The present name of the society, the Swedenborg Zentrum Berlin (Berlin Swedenborg Center), appeared officially for the first time in 1984, although it had earlier been used unofficially. This name was chosen to overcome tile "concern about pressure" that the word "church" raises with many. Today the Berlin "center" numbers about 80 members.

It continues to hold close contact with the Swedenborg Zentrum Zurich, whose present pastor was originally a member of the Berlin society. There is likewise a close contact with tile Swedenborg Zentrum Lüneherg, a group of some twenty in northern Germany (leader: Arnulf Kreuch) which was formed in the beginnings o the 1990s, and with the Gemeinde der Neue Kirche nach Swedenborg (Society of the New Church according to Swedenborg) in Moos-Weiler in southern Germany. The society in Moos-Weiler, was established in 1998 and also numbers 20 members.

In the 1990s the Rundbrief des Swedenborg Zentrums Berlin (Circular of the Swedenborg Center Berlin) began publication. In 1999 the society listed seventy-five events on its calendar (services of worship, celebration of holidays, lectures, devotional programs on the radio). An associated cassette-recording service sent out approximately two thousand cassettes last year! The list of lecture subjects for the year 1999 listed 700 different themes.

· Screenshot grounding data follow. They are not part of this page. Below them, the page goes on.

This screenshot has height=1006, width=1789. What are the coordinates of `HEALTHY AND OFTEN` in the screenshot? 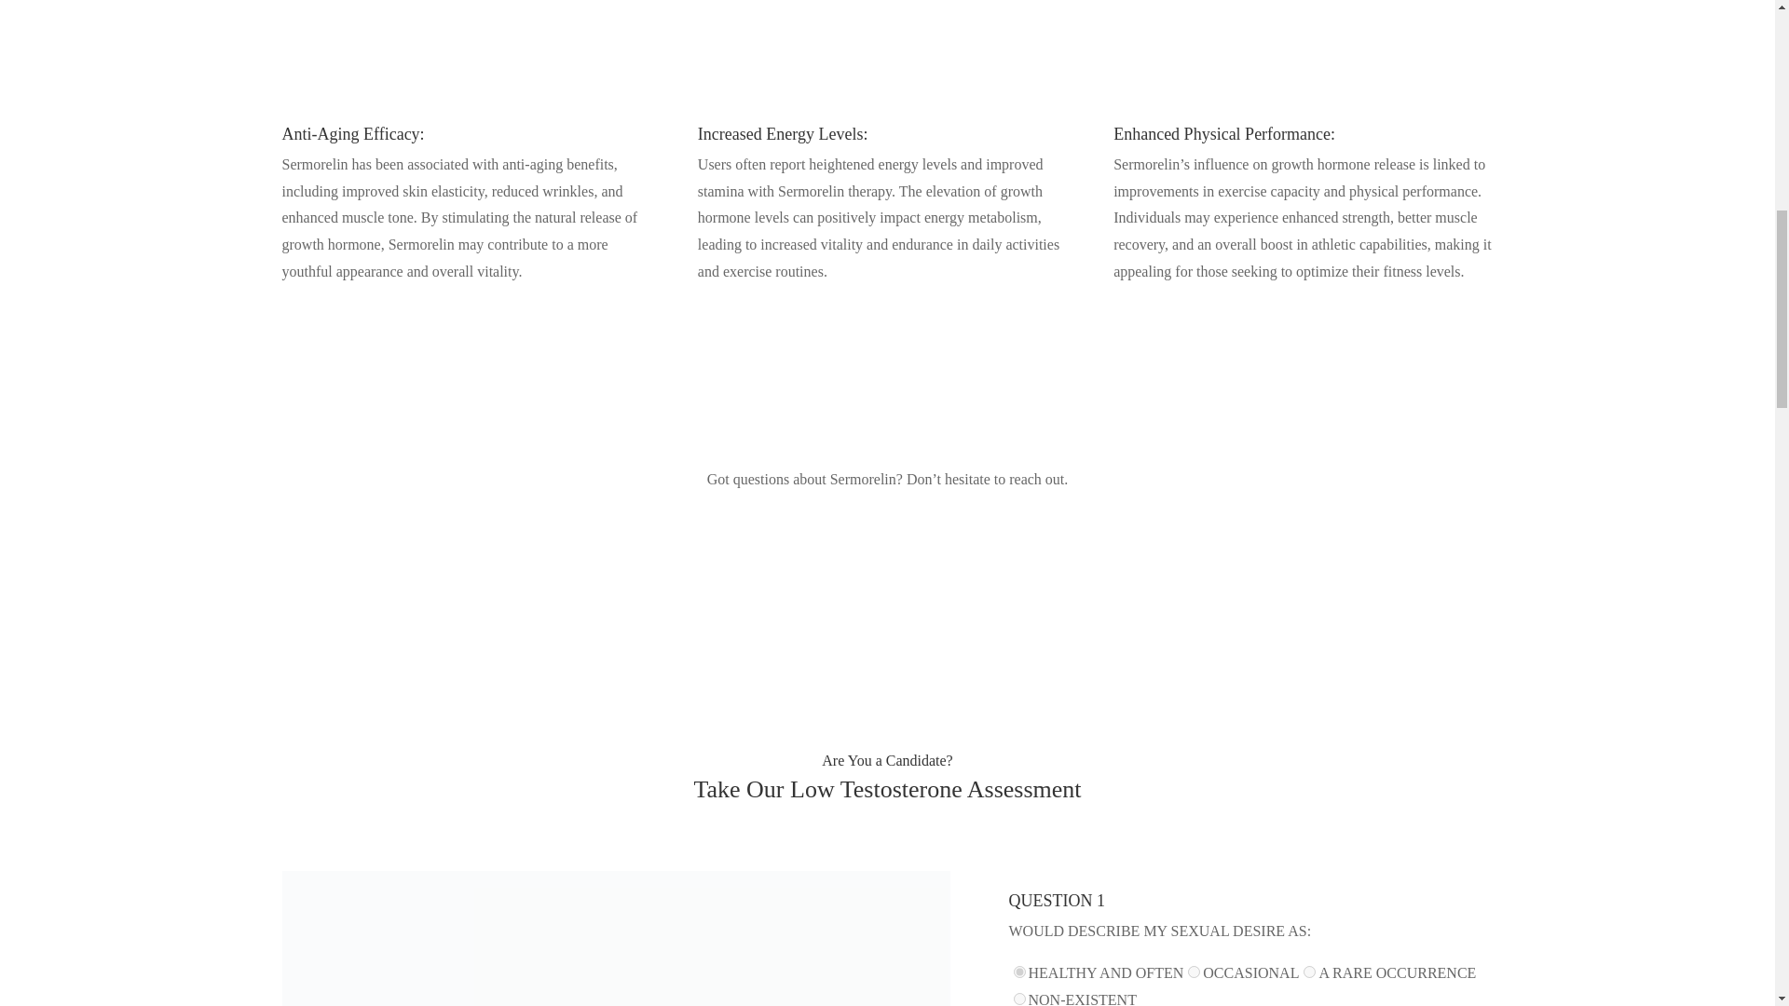 It's located at (1019, 971).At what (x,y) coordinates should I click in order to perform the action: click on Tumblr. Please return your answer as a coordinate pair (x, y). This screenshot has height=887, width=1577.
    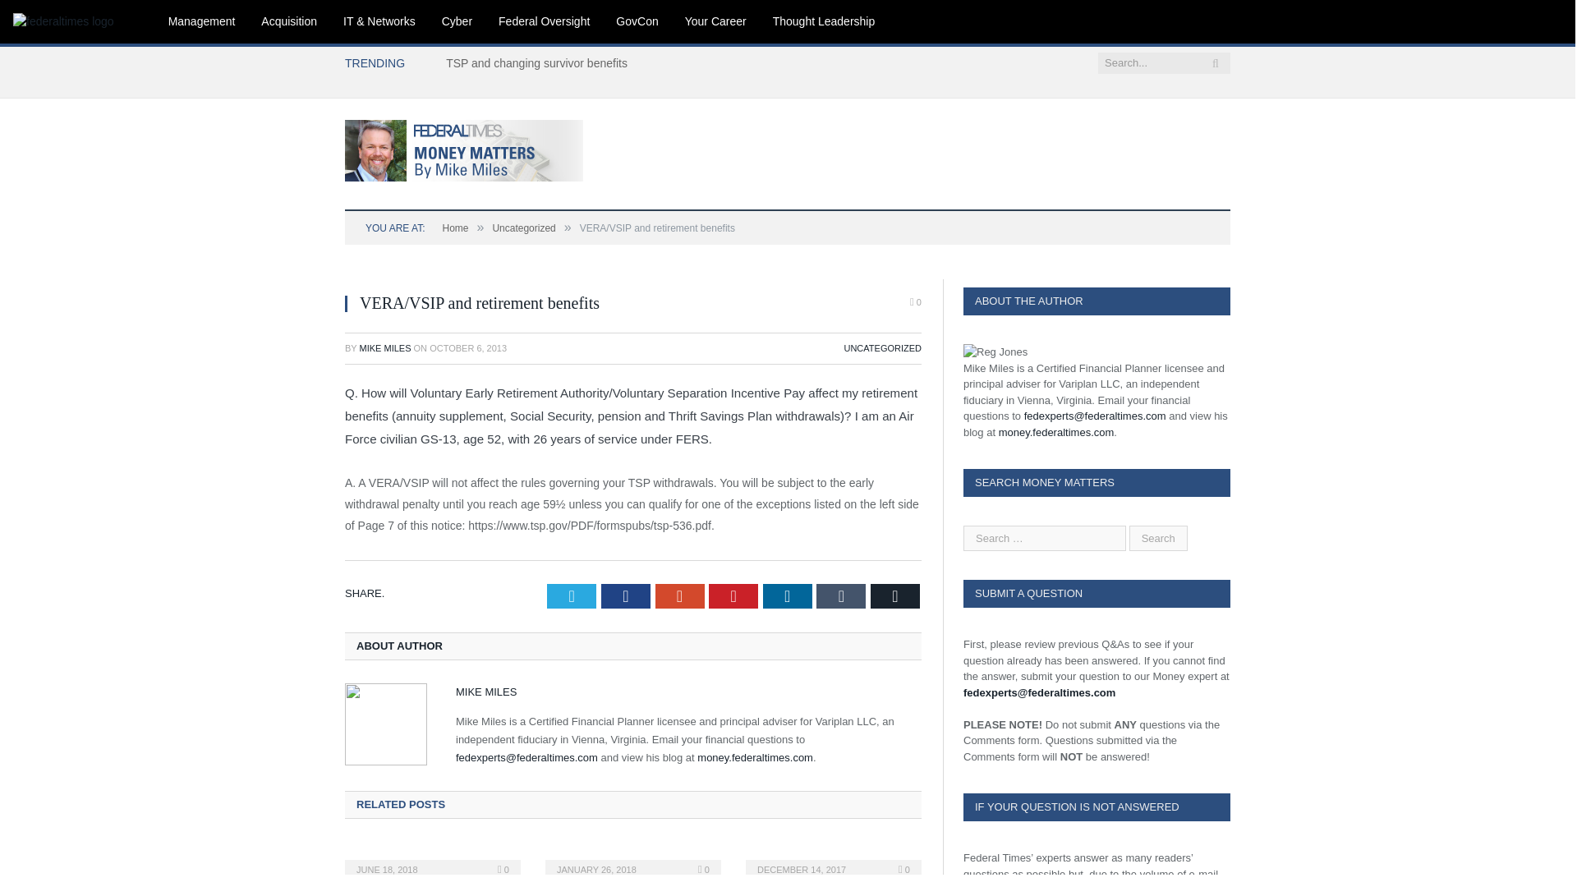
    Looking at the image, I should click on (841, 596).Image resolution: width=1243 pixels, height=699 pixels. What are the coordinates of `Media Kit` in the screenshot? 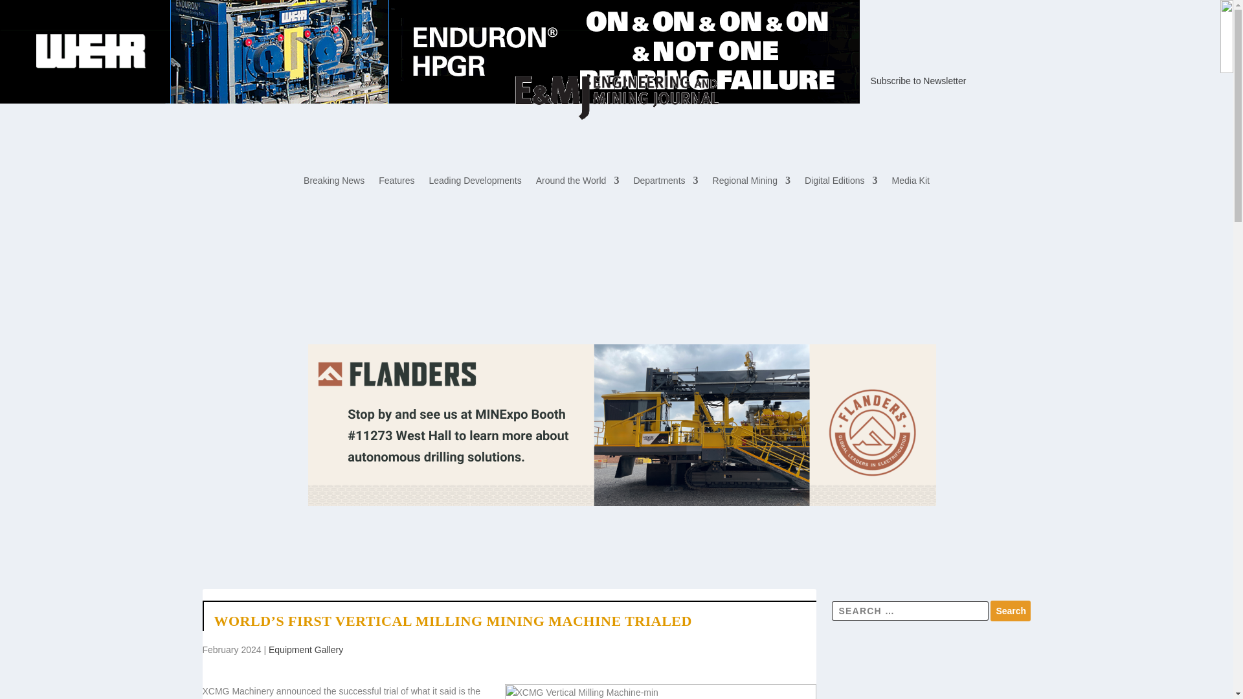 It's located at (911, 183).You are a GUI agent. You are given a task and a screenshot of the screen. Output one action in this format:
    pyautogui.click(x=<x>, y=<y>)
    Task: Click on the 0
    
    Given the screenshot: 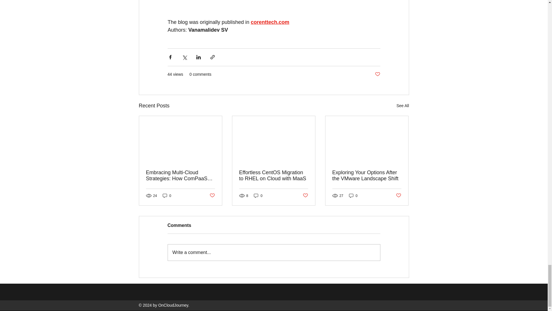 What is the action you would take?
    pyautogui.click(x=353, y=195)
    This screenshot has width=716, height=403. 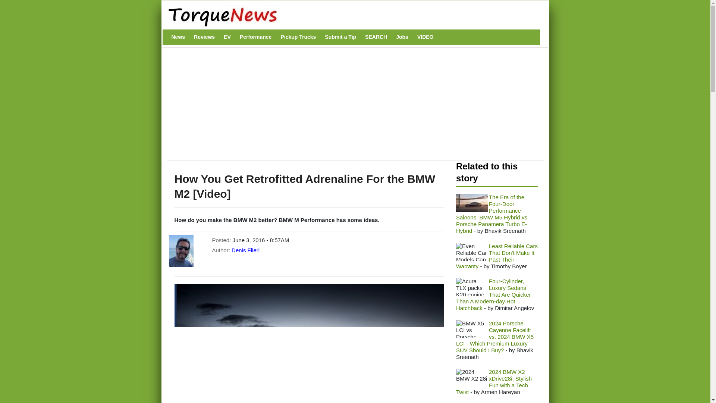 I want to click on Jobs, so click(x=402, y=37).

The Swedenborg Center in Berlin also presents itself on the internet on its own multi-faceted web page, www.Swedenborg.de.

The authors of its anniversary publication say they are filled with the hope and desire "to work together with all New Church and related spiritual friends in the whole world, on the great work of the Lord—bringing the heavenly Jerusalem to earth and growing spiritually."

To facilitate this working together for the sake of a New Church, Pastor Noack and others have again organized a Jahrestagung, an annual gathering, in Germany.2 It will be held May 22–27 at a conference/vacation hotel in Horath, Rheinland-Pfalz. The lecture topics listed on its program are: Swedenborg and Goethe, Solomon's Temple and Its Spiritual Representation, What Happened on the Cross, The Bible's Symbolism, Heaven and Hell, Swedenborg's Doctrine of Degrees. Upon hearing of my plans to attend the gathering, Pastor Noack has told me that he would like me to report on the New Church in the United States. I intend to take this opportunity to tell our German-speaking friends particularly about the Academy of the New Church and how its college is developing, attracting many students from outside the United States. The gathering will conclude on Sunday with Divine worship and the Holy Supper. Then we will all return to our separate lives, inspired with a deepened appreciation of the truth the Lord has given anew the Word of His Second Coming—of His mercy toward all kind.


Footnotes top

1 I am grateful to Dr, Eberhard Zwink, curator of the Swedenborg Collection., at the Wurttemberg Regional Library, for sending me the article 100 Jahre Neue Kirche in Deutschland (Materialdienst, 1/2001), upon which this article is chiefly based.